There are other unforeseen consequences of how we behave. We are not facing up to one of the most serious societal challenges in history. In much of the world, population growth is coming to a halt (except for immigration, which is increasingly resisted by majority populations). In his 1999 book, Gray Dawn, Peter Peterson sounded the warning: how will the needs of a huge elderly population be met when fewer and fewer adults will be working, producing goods and services and paying taxes. As we consider the future of the earth, a resurgent birth rate is hardly the solution to the economic and social challenges this demographic shift presents. Yet, that is exactly how some governments are responding - by providing incentives for families to have more children.

In my view, the pressing need to stabilize and reduce human population is not a validation of Malthusian forecasts. The source of our problem is not the size of the human population itself. Rather, the mass the people are prevented from securing a decent human existence by the manner in which human societies are organized. The socio-political arrangements and institutions in every society reward and perpetuate behavior that is counter to our long-term survival as a species. The differences are differences of degree rather than differences of kind. As the philosopher Henry George long ago wrote, civilization is a very thin veneer that keeps in check our tendency to exhibit aggressive and violent behavior. That veneer is in much of the world today wafer thin.

An atmosphere of scarcity, whether natural or artificially contrived, tends to reduce our cooperative behavior and exacerbate conflict. Here we are in the twenty-first century, and a considerable part of humanity continues to live subjected to hierarchically-dominated social structures the origins of which are ancient and the source of the worst sort of indefensible inequities. One need look no farther than Scotland for a system of land monopoly that denies to the majority their basic right of equal access to the earth.

We instinctively react with horror to the devastation caused in the name of ethnic or quasi-religious nationalism. Yet, adherence to doctrines of cultural and moral relativism is widespread. Philosophical thought is buried beneath an endless barrage of fundamentalist doctrine, creating a world so filled with true believers that even Eric Hoffer would find difficult to fathom. What is needed to counter this destructive condition is a penetrating, consistent and global dialogue to achieve significant understanding and acceptance of first principles. Without consensus, without a deep understanding of what principles ought to form the basis for our socio-political arrangements, the best we can hope for are limited holding actions, equivalent to rising every day to put our fingers in the deteriorating figurative dike.

World Watch is one of the few organizations in a position to spearhead the type of global public dialogue called for.
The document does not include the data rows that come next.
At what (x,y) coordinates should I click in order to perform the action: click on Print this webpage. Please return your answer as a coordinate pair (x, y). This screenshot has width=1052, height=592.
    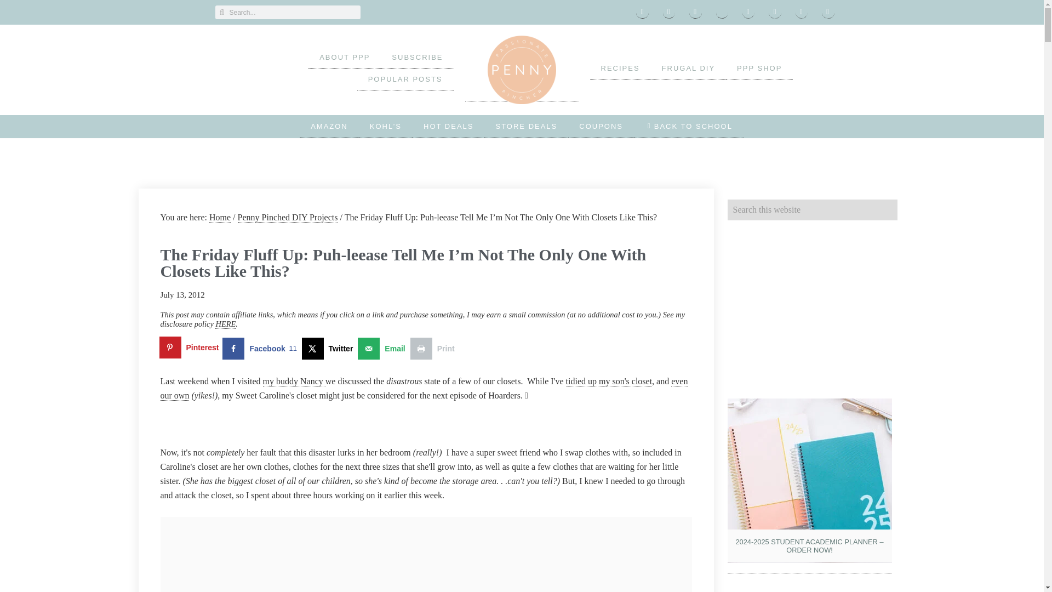
    Looking at the image, I should click on (435, 348).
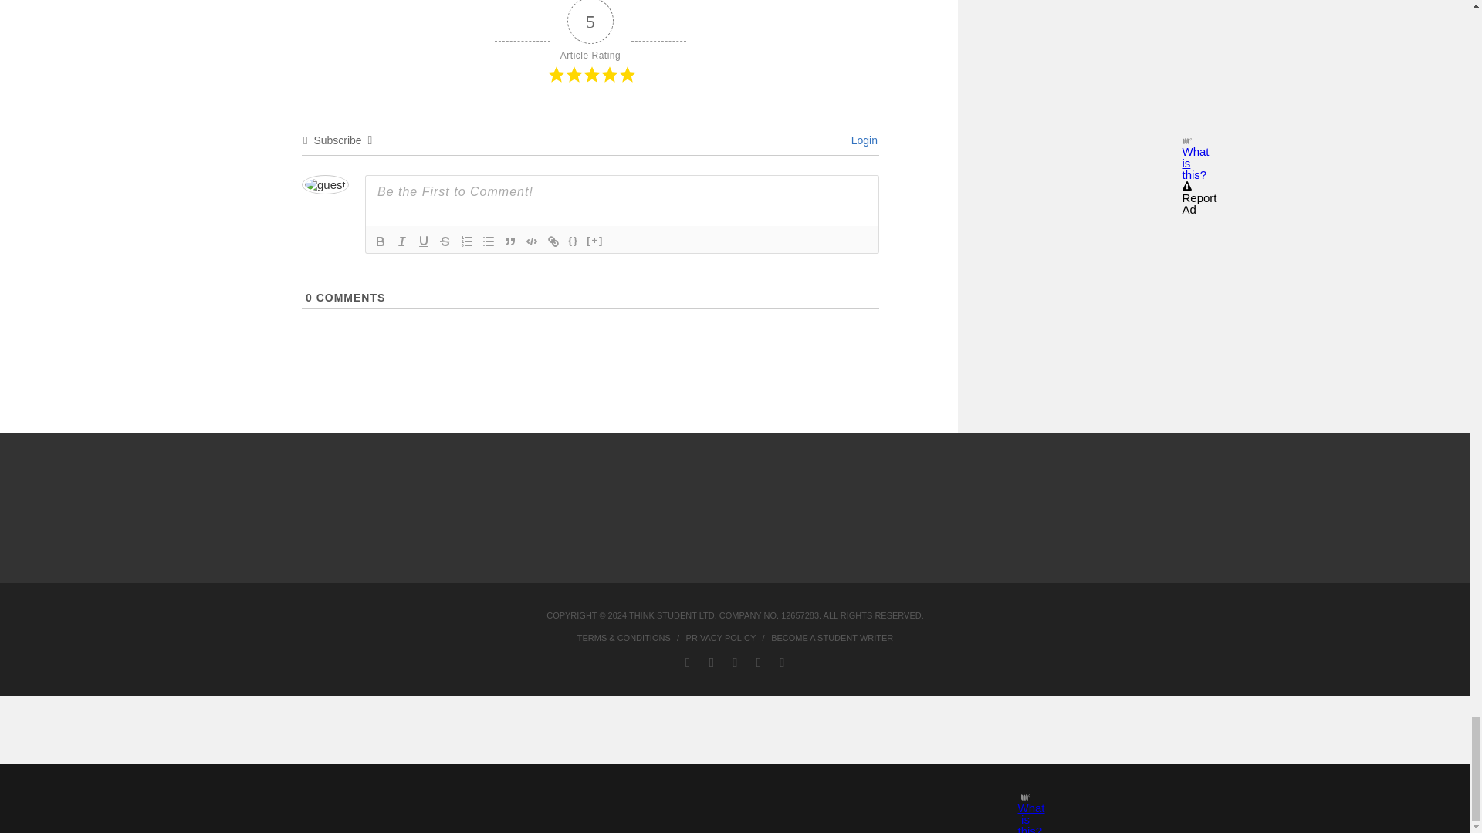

The fundamental question I would pose to initiate such a dialogue is whether "the earth is the birthright of all persons equally." IF there is broad acceptance of this perspective as a core principle, THEN we are required us to challenge - on principle -- assertions of sovereign control made by some over portions of the earth. What, then, does justice require to secure and protect this first principle of a universal system of socio-political arrangements?